Someone really needs to develop a lightweight VM container that we can stuff software in. Like, you know how you can buy DOS games on steam, and it just gives you dosbox preconfigured to play the game?
I wonder how illegal it would be if you opened up a VHS rental store today, and had unofficial VHS copies of modern films, dubbed from either Netflix or uhd 4k blurays
I was copying a Totally Legal Game Backup onto my roommate's switch and it confused Windows so much that it told me I had the wrong floppy diskette in the drive.
With all the different microcontroller platforms out there, it's sometimes annoying because there's a solution that does exactly what you want but it's targeting some weird architecture that isn't what you use, or has suddenly become hard to find.
I think it's about time we organize all our open source microcontroller-based firmware around a simple, widely available, and powerful architecture, for consistency and interoperability.
FUN FACT:
if you build electronic devices which contain a raspberry pi in them, consider what will happen if one of them gets thrown out.
someone might open them up, stick the microSD card in them into a reader, and open up that tantalizing "apps.json" file which has YOUR GOD DAMN AWS KEYS? IN UNENCRYPTED PLAIN TEXT?
@foone You would get a warning any time you used the back, forward or reload button though.
Not gloating though, I once made a shitpost website with actual stripe integration without properly knowing how postbacks worked, or enough math to make an "add payment fees to total" checkbox work.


#### Instructions to follow
Please work out how many lines include the word "Myeloma" in the entries, and reply with only the count.

+++ Data for analysis

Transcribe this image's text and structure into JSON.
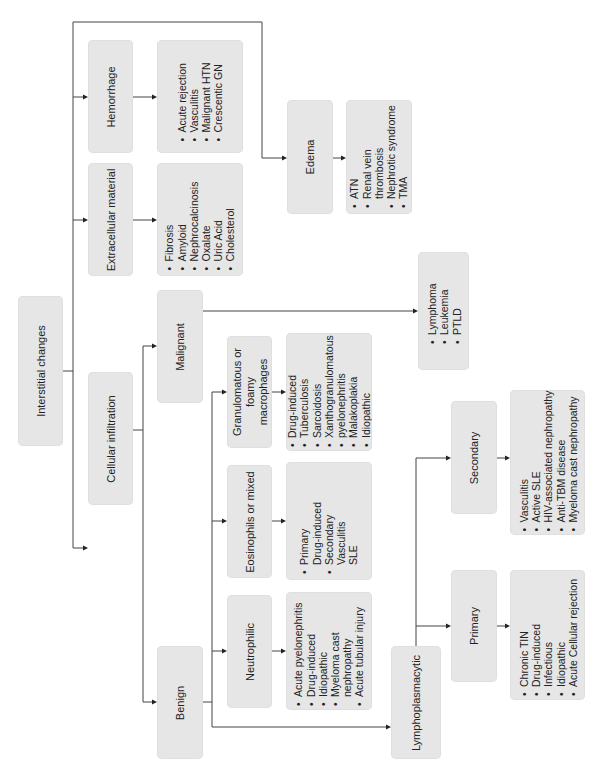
{
  "diagram": {
    "root": {
      "label": "Interstitial changes"
    },
    "categories": {
      "hemorrhage": {
        "label": "Hemorrhage",
        "items": [
          "Acute rejection",
          "Vasculitis",
          "Malignant HTN",
          "Crescentic GN"
        ]
      },
      "extracellular": {
        "label": "Extracellular material",
        "items": [
          "Fibrosis",
          "Amyloid",
          "Nephrocalcinosis",
          "Oxalate",
          "Uric Acid",
          "Cholesterol"
        ]
      },
      "edema": {
        "label": "Edema",
        "items": [
          "ATN",
          "Renal vein",
          "thrombosis",
          "Nephrotic syndrome",
          "TMA"
        ]
      },
      "cellular": {
        "label": "Cellular infiltration"
      }
    },
    "cellular": {
      "malignant": {
        "label": "Malignant",
        "items": [
          "Lymphoma",
          "Leukemia",
          "PTLD"
        ]
      },
      "benign": {
        "label": "Benign"
      },
      "granulomatous": {
        "label_lines": [
          "Granulomatous or",
          "foamy",
          "macrophages"
        ],
        "items": [
          "Drug-induced",
          "Tuberculosis",
          "Sarcoidosis",
          "Xanthogranulomatous",
          "pyelonephritis",
          "Malakoplakia",
          "Idiopathic"
        ]
      },
      "eosinophils": {
        "label": "Eosinophils or mixed",
        "items": [
          "Primary",
          "Drug-induced",
          "Secondary",
          "Vasculitis",
          "SLE"
        ]
      },
      "neutrophilic": {
        "label": "Neutrophilic",
        "items": [
          "Acute pyelonephritis",
          "Drug-induced",
          "Idiopathic",
          "Myeloma cast",
          "nephropathy",
          "Acute tubular injury"
        ]
      },
      "lymphoplasmacytic": {
        "label": "Lymphoplasmacytic"
      },
      "primary": {
        "label": "Primary",
        "items": [
          "Chronic TIN",
          "Drug-induced",
          "Infectious",
          "Idiopathic",
          "Acute Cellular rejection"
        ]
      },
      "secondary": {
        "label": "Secondary",
        "items": [
          "Vasculitis",
          "Active SLE",
          "HIV-associated nephropathy",
          "Anti-TBM disease",
          "Myeloma cast nephropathy"
        ]
      }
    },
    "colors": {
      "box_fill": "#e6e6e6",
      "line": "#444444",
      "background": "#ffffff"
    }
  }
}
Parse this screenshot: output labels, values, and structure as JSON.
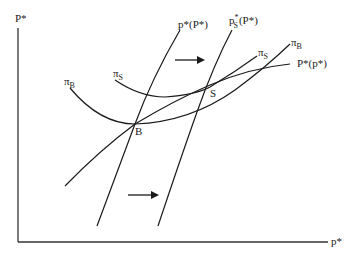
{
  "diagram": {
    "type": "economic-equilibrium-diagram",
    "axes": {
      "y_label": "P*",
      "x_label": "p*"
    },
    "curves": [
      {
        "id": "p_star_of_P_star",
        "label": "p*(P*)",
        "label_main": "p*(P*)"
      },
      {
        "id": "p_S_star_of_P_star",
        "label": "p*S(P*)",
        "label_base": "p",
        "label_sup": "*",
        "label_sub": "S",
        "label_rest": "(P*)"
      },
      {
        "id": "pi_B_curve",
        "label": "πB",
        "label_base": "π",
        "label_sub": "B"
      },
      {
        "id": "pi_S_curve",
        "label": "πS",
        "label_base": "π",
        "label_sub": "S"
      },
      {
        "id": "P_star_of_p_star",
        "label": "P*(p*)"
      }
    ],
    "curve_labels_right": {
      "pi_S": {
        "base": "π",
        "sub": "S"
      },
      "pi_B": {
        "base": "π",
        "sub": "B"
      },
      "P_star_of_p_star": "P*(p*)"
    },
    "points": [
      {
        "id": "B",
        "label": "B"
      },
      {
        "id": "S",
        "label": "S"
      }
    ],
    "arrows": [
      {
        "id": "shift-arrow-top",
        "direction": "right"
      },
      {
        "id": "shift-arrow-bottom",
        "direction": "right"
      }
    ],
    "colors": {
      "line": "#1a1a1a",
      "axis": "#333333",
      "background": "#ffffff"
    }
  }
}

++++++

#### Reply to the task
2